Megan sighed, but didn’t answer.

Sorcha persisted, “If you are with child and that babe is not your husband’s, will he not know it?”

How could she possibly explain? Lord Hagan and his lady had a fine marriage where they teased often, touched intimately, and ruled together as one. Their love was deep and strong, their marriage as solid as the castle built high on this cliff. “I detest my husband and wanted to marry him not, but my father would not hear my protests. Then, on my wedding day, I was abducted …”

“By Wolf.”

“Aye.”

“And you fell in love with him,” Sorcha said as if reading Megan’s thoughts.

Pain clawed its way through Megan’s tortured soul. “Aye.”

“So you gave yourself to him.”

Megan’s spine stiffened and she lifted her head proudly, her hood falling away and her hair waving wildly around her face. “I would do it again if given the chance.”

“Holt will not be pleased.”

“Nay.”

“He might want to harm the child,” Sorcha said, her gaze clouding.

“He will never have the chance!” A fierce new fire grew within Megan and she knew she would do anything to save the life of her unborn infant. Should Holt try to harm her child, she would kill him.

“If, as Isolde says, your father has passed on, you must find a priest or abbot who will annul your marriage.”

She thought of Father Timothy, a weak man with no convictions, a man who only wished people punished, and knew she could not speak with him. Nay, she needed someone with power, someone who understood her precarious position, someone who could strike down the marriage vows.

“Hagan will help you find the right abbot,” she assured Megan. “Now, does Wolf know of the child?”

“Nay.” She shook her head and bit her lip.

“Does he … does he love you, or was your seduction part of his plan to embarrass your husband?”

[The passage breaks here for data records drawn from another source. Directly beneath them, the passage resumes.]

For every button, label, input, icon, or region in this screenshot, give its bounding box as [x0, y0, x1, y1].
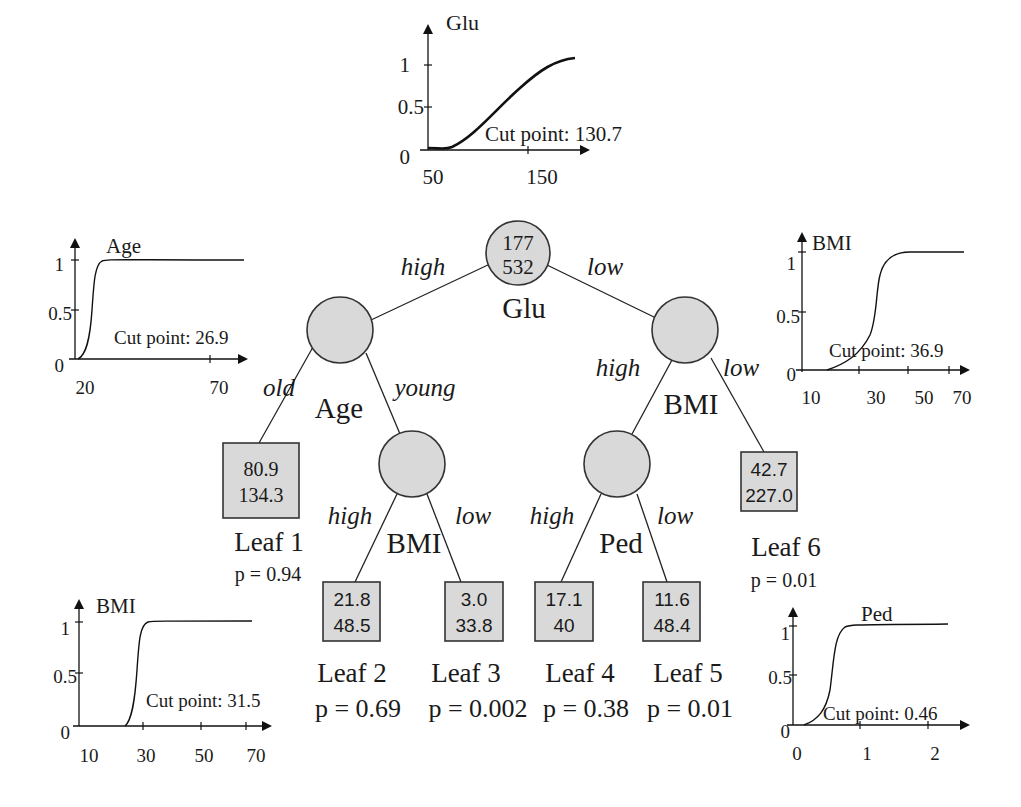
bmi-right-xtick-30: 30 [867, 387, 886, 408]
glu-xtick-50: 50 [423, 165, 444, 189]
ped-feature-label: Ped [599, 527, 643, 559]
leaf-5-bottom-value: 48.4 [654, 615, 691, 636]
ped-cut-point-label: Cut point: 0.46 [823, 703, 938, 724]
root-value-top: 177 [502, 231, 534, 255]
leaf-1-top-value: 80.9 [244, 458, 279, 480]
leaf-4-bottom-value: 40 [553, 615, 574, 636]
age-xtick-20: 20 [76, 377, 95, 398]
bmi-left-membership-chart: BMI 1 0.5 0 10 30 50 70 Cut point: 31.5 [53, 594, 270, 766]
ped-membership-chart: Ped 1 0.5 0 0 1 2 Cut point: 0.46 [768, 602, 968, 764]
leaf-2: 21.8 48.5 Leaf 2 p = 0.69 [315, 582, 401, 723]
leaf-6-p-value: p = 0.01 [751, 569, 817, 592]
leaf-1-bottom-value: 134.3 [239, 484, 284, 506]
bmi-right-chart-title: BMI [812, 231, 852, 255]
root-node-glu: 177 532 Glu high low [401, 221, 624, 324]
bmi-right-xtick-50: 50 [915, 387, 934, 408]
bmi-right-feature-label: BMI [664, 388, 719, 420]
glu-membership-chart: Glu 1 0.5 0 50 150 Cut point: 130.7 [398, 10, 622, 189]
leaf-5-label: Leaf 5 [653, 658, 723, 688]
bmi-left-ytick-05: 0.5 [53, 666, 77, 687]
bmi-left-feature-label: BMI [387, 527, 442, 559]
ped-ytick-05: 0.5 [768, 667, 792, 688]
age-ytick-1: 1 [55, 254, 65, 275]
age-edge-old-label: old [263, 374, 295, 401]
leaf-3: 3.0 33.8 Leaf 3 p = 0.002 [428, 582, 527, 723]
root-edge-low-label: low [587, 253, 623, 280]
ped-xtick-0: 0 [792, 743, 802, 764]
ped-ytick-1: 1 [781, 623, 791, 644]
leaf-3-label: Leaf 3 [431, 658, 501, 688]
leaf-5: 11.6 48.4 Leaf 5 p = 0.01 [643, 582, 733, 723]
leaf-4-label: Leaf 4 [545, 658, 615, 688]
ped-chart-title: Ped [861, 602, 893, 626]
root-value-bottom: 532 [502, 255, 534, 279]
leaf-6-label: Leaf 6 [751, 532, 821, 562]
bmi-right-edge-low-label: low [723, 354, 759, 381]
glu-cut-point-label: Cut point: 130.7 [485, 122, 622, 146]
age-chart-title: Age [106, 234, 141, 258]
ped-xtick-1: 1 [862, 743, 872, 764]
leaf-1-label: Leaf 1 [234, 527, 304, 557]
bmi-right-ytick-05: 0.5 [776, 306, 800, 327]
leaf-1: 80.9 134.3 Leaf 1 p = 0.94 [223, 443, 304, 586]
leaf-4: 17.1 40 Leaf 4 p = 0.38 [535, 582, 629, 723]
age-edge-young-label: young [391, 374, 455, 401]
leaf-2-label: Leaf 2 [317, 658, 387, 688]
bmi-left-ytick-0: 0 [61, 722, 71, 743]
bmi-left-ytick-1: 1 [61, 618, 71, 639]
age-feature-label: Age [315, 392, 363, 424]
bmi-left-xtick-30: 30 [137, 745, 156, 766]
ped-ytick-0: 0 [781, 721, 791, 742]
leaf-3-top-value: 3.0 [461, 589, 487, 610]
age-cut-point-label: Cut point: 26.9 [114, 327, 229, 348]
glu-ytick-1: 1 [400, 53, 411, 77]
age-xtick-70: 70 [210, 377, 229, 398]
ped-edge-high-label: high [530, 502, 574, 529]
ped-node: Ped high low [530, 431, 694, 559]
age-ytick-05: 0.5 [48, 303, 72, 324]
bmi-left-xtick-70: 70 [247, 745, 266, 766]
bmi-left-edge-high-label: high [328, 502, 372, 529]
glu-xtick-150: 150 [526, 165, 558, 189]
leaf-3-bottom-value: 33.8 [456, 615, 493, 636]
bmi-right-edge-high-label: high [596, 354, 640, 381]
bmi-left-edge-low-label: low [455, 502, 491, 529]
root-edge-high-label: high [401, 253, 445, 280]
leaf-2-top-value: 21.8 [334, 589, 371, 610]
glu-chart-title: Glu [446, 10, 479, 35]
age-membership-chart: Age 1 0.5 0 20 70 Cut point: 26.9 [48, 234, 246, 398]
leaf-1-p-value: p = 0.94 [235, 563, 301, 586]
bmi-left-xtick-50: 50 [195, 745, 214, 766]
leaf-4-p-value: p = 0.38 [543, 694, 629, 723]
ped-edge-low-label: low [657, 502, 693, 529]
leaf-6-bottom-value: 227.0 [745, 485, 793, 506]
age-ytick-0: 0 [55, 355, 65, 376]
bmi-left-xtick-10: 10 [80, 745, 99, 766]
leaf-5-top-value: 11.6 [654, 589, 690, 610]
leaf-5-p-value: p = 0.01 [647, 694, 733, 723]
leaf-4-top-value: 17.1 [546, 589, 583, 610]
decision-tree-diagram: 177 532 Glu high low Age old young BMI h… [0, 0, 1021, 807]
bmi-right-xtick-70: 70 [953, 387, 972, 408]
leaf-6: 42.7 227.0 Leaf 6 p = 0.01 [741, 452, 821, 592]
bmi-right-xtick-10: 10 [802, 387, 821, 408]
bmi-right-membership-chart: BMI 1 0.5 0 10 30 50 70 Cut point: 36.9 [776, 231, 971, 408]
bmi-left-node: BMI high low [328, 431, 492, 559]
leaf-2-bottom-value: 48.5 [334, 615, 371, 636]
glu-ytick-05: 0.5 [398, 95, 424, 119]
leaf-2-p-value: p = 0.69 [315, 694, 401, 723]
root-feature-label: Glu [502, 292, 546, 324]
bmi-right-cut-point-label: Cut point: 36.9 [829, 340, 944, 361]
bmi-right-ytick-1: 1 [787, 253, 797, 274]
bmi-left-cut-point-label: Cut point: 31.5 [146, 690, 261, 711]
bmi-right-ytick-0: 0 [787, 364, 797, 385]
leaf-6-top-value: 42.7 [751, 459, 788, 480]
glu-ytick-0: 0 [400, 145, 411, 169]
ped-xtick-2: 2 [930, 743, 940, 764]
bmi-left-chart-title: BMI [96, 594, 136, 618]
age-node: Age old young [263, 297, 456, 424]
leaf-3-p-value: p = 0.002 [428, 694, 527, 723]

“I know not,” she admitted, though she clung to the hope that he’d lain with her not because s

he was Holt’s bride, but because he could not stop himself, that he, as she, was compelled to kiss and touch, to caress and bond.

“You must tell him.”

’Twas not the first time the thought had crossed her mind. Wrapping her arms around her waist, as if to protect the fragile life growing inside her, she nodded. Should she meet Wolf again, what would she say? How could she tell him he’d unwittingly become a father of a bastard child? “I will, but not before I am free.”

Instead of condemnation in Sorcha’s gaze, there was silent praise. “God be with you, Megan of Dwyrain,” she said, adjusting Megan’s cowl again and kissing her lightly on the cheek, “and with your babe.”

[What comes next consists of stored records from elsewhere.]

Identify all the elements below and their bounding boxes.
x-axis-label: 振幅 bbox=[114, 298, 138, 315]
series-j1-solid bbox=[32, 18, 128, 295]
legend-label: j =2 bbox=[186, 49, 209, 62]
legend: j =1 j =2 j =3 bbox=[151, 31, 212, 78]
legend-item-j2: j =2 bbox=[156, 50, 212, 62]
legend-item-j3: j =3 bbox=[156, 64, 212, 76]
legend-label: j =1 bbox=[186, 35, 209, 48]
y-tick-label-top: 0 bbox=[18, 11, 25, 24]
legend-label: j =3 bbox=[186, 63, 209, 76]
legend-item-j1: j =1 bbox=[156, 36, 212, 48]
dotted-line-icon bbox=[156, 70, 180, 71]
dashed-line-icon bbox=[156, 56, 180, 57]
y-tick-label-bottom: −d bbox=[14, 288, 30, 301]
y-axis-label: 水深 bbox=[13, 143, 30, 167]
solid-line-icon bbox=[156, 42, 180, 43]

“ ’Tis time,” Hagan said, astride a large gray destrier. He led a smaller horse, a bay with a notched ear. Climbing down from his mount, he handed Megan the bay’s reins, then kissed his wife so passionately, Megan had to look away. “I’ll be back,” he promised.

“Ride safely,” Sorcha said, kissing him lightly on the cheek and blinking against tears. A blistering howl rose from inside the castle. “ ’Tis your daughter, m’lord,” Sorcha said with a smile. “Methinks she is hungry again.” She shot Megan a glance that said, See what you have to look forward to?

“Take care of her and worry not about me!” With a final look at his wife, he signaled for his small army to move out. Megan climbed onto the bay mare and tugged on the horse’s reins as Bryanna wailed again and Isolde, carrying the loud, tiny bundle, appeared in the doorway. Waving, Megan urged her mount forward and joined the soldiers in their march to Dwyrain. She silently chided herself for leaving the ragged outlaw band, with its well-meaning criminals and brooding rogue of a leader.

What would you do had you stayed with them? Tell Wolf that he will be a father? Hope that he would marry you? Even if you were not already wed to Holt?

Wolf, the outlaw, was not a man to marry.